“Ned! If you don’t tell me it will be quite shameful of you! You always know everything!”

“Yes, Nicky, but you think I know everything because I never tell you anything I am not quite certain of,” Carlyon replied, looking back at him with his faint smile. “What a sad blow it would be to my vanity if you found I could be just as easily mistaken as anyone else! You must let me keep my own counsel until I am certain. And now I must go back to Mrs. Cheviot.”

Chapter XVII

Mrs. Cheviot was found to be sufficiently recovered to be able to sit up. A rather more professional bandage encircled her head and she was distastefully sipping an evil-looking mixture. She managed to achieve a wan smile at sight of Carlyon, but she was still pale and evidently a good deal shaken. But some of her liveliness of mind seemed to have been restored, for Carlyon had not advanced two paces into the room when she observed in a dispassionate tone, “I have been recalling how you told me I might rest assured no disagreeable consequences would result from my marriage to your cousin. I wish you will tell me, my lord, what you deem a disagreeable consequence?”

He smiled. “Did I say that?”

“With some other untrue things. Indeed, you as good as told me you were rescuing me from all the horrors of Mrs. Macclesfield’s establishment, to set me up in peace and prosperity for the rest of my days. I was never so taken in!”

“I wonder why your mind runs so continually on Mrs. Macclesfield?” he said.

“Oh! One is apt, you know, to think wistfully upon what might have been!”

“My love,” interrupted Miss Beccles anxiously, “will you not come upstairs and lie down upon your bed as good Doctor Greenlaw advised you to do? I know you have the headache, and he has given you that draft to make you sleep, remember!”

“Yes, dear Becky, I will come, but not all the drafts in the world could bring sleep to me until I have had the opportunity to speak with his lordship. Do you go and desire Mary to put a hot brick in my bed and I will join you presently!”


* [TASK PROMPT]
Nothing but the records, repeated exactly, should form the response.

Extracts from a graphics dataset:
##########

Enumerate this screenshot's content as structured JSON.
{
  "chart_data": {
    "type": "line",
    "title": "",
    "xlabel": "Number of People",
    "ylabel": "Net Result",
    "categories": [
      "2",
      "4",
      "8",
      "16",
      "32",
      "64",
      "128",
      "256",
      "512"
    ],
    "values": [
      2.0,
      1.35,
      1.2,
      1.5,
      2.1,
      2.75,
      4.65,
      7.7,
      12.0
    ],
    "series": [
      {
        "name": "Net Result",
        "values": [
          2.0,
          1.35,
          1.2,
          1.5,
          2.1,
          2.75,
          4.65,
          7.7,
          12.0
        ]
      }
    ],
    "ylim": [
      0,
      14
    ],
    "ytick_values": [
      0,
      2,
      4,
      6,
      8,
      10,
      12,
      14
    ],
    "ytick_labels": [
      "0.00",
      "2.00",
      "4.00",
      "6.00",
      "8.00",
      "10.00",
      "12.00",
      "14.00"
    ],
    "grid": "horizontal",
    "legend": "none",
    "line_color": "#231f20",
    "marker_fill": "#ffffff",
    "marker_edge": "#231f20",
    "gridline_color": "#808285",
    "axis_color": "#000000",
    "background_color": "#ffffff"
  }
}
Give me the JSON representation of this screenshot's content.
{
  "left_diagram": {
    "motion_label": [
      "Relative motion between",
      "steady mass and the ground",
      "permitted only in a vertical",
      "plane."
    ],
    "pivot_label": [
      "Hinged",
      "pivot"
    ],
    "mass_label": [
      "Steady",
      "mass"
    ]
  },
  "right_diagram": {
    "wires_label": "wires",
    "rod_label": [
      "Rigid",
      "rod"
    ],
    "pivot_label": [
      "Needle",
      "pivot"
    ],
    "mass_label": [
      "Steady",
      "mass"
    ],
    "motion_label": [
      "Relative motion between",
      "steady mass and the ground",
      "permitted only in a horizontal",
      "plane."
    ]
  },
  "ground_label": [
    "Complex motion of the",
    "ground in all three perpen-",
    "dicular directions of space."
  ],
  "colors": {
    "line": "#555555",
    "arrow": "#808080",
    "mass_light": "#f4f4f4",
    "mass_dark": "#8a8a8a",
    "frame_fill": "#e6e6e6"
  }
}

##########

* [ANSWER AREA]
Enumerate this screenshot's content as structured JSON.
{
  "chart_data": {
    "type": "line",
    "title": "",
    "xlabel": "Number of People",
    "ylabel": "Net Result",
    "categories": [
      "2",
      "4",
      "8",
      "16",
      "32",
      "64",
      "128",
      "256",
      "512"
    ],
    "values": [
      2.0,
      1.35,
      1.2,
      1.5,
      2.1,
      2.75,
      4.65,
      7.7,
      12.0
    ],
    "series": [
      {
        "name": "Net Result",
        "values": [
          2.0,
          1.35,
          1.2,
          1.5,
          2.1,
          2.75,
          4.65,
          7.7,
          12.0
        ]
      }
    ],
    "ylim": [
      0,
      14
    ],
    "ytick_values": [
      0,
      2,
      4,
      6,
      8,
      10,
      12,
      14
    ],
    "ytick_labels": [
      "0.00",
      "2.00",
      "4.00",
      "6.00",
      "8.00",
      "10.00",
      "12.00",
      "14.00"
    ],
    "grid": "horizontal",
    "legend": "none",
    "line_color": "#231f20",
    "marker_fill": "#ffffff",
    "marker_edge": "#231f20",
    "gridline_color": "#808285",
    "axis_color": "#000000",
    "background_color": "#ffffff"
  }
}
Give me the JSON representation of this screenshot's content.
{
  "left_diagram": {
    "motion_label": [
      "Relative motion between",
      "steady mass and the ground",
      "permitted only in a vertical",
      "plane."
    ],
    "pivot_label": [
      "Hinged",
      "pivot"
    ],
    "mass_label": [
      "Steady",
      "mass"
    ]
  },
  "right_diagram": {
    "wires_label": "wires",
    "rod_label": [
      "Rigid",
      "rod"
    ],
    "pivot_label": [
      "Needle",
      "pivot"
    ],
    "mass_label": [
      "Steady",
      "mass"
    ],
    "motion_label": [
      "Relative motion between",
      "steady mass and the ground",
      "permitted only in a horizontal",
      "plane."
    ]
  },
  "ground_label": [
    "Complex motion of the",
    "ground in all three perpen-",
    "dicular directions of space."
  ],
  "colors": {
    "line": "#555555",
    "arrow": "#808080",
    "mass_light": "#f4f4f4",
    "mass_dark": "#8a8a8a",
    "frame_fill": "#e6e6e6"
  }
}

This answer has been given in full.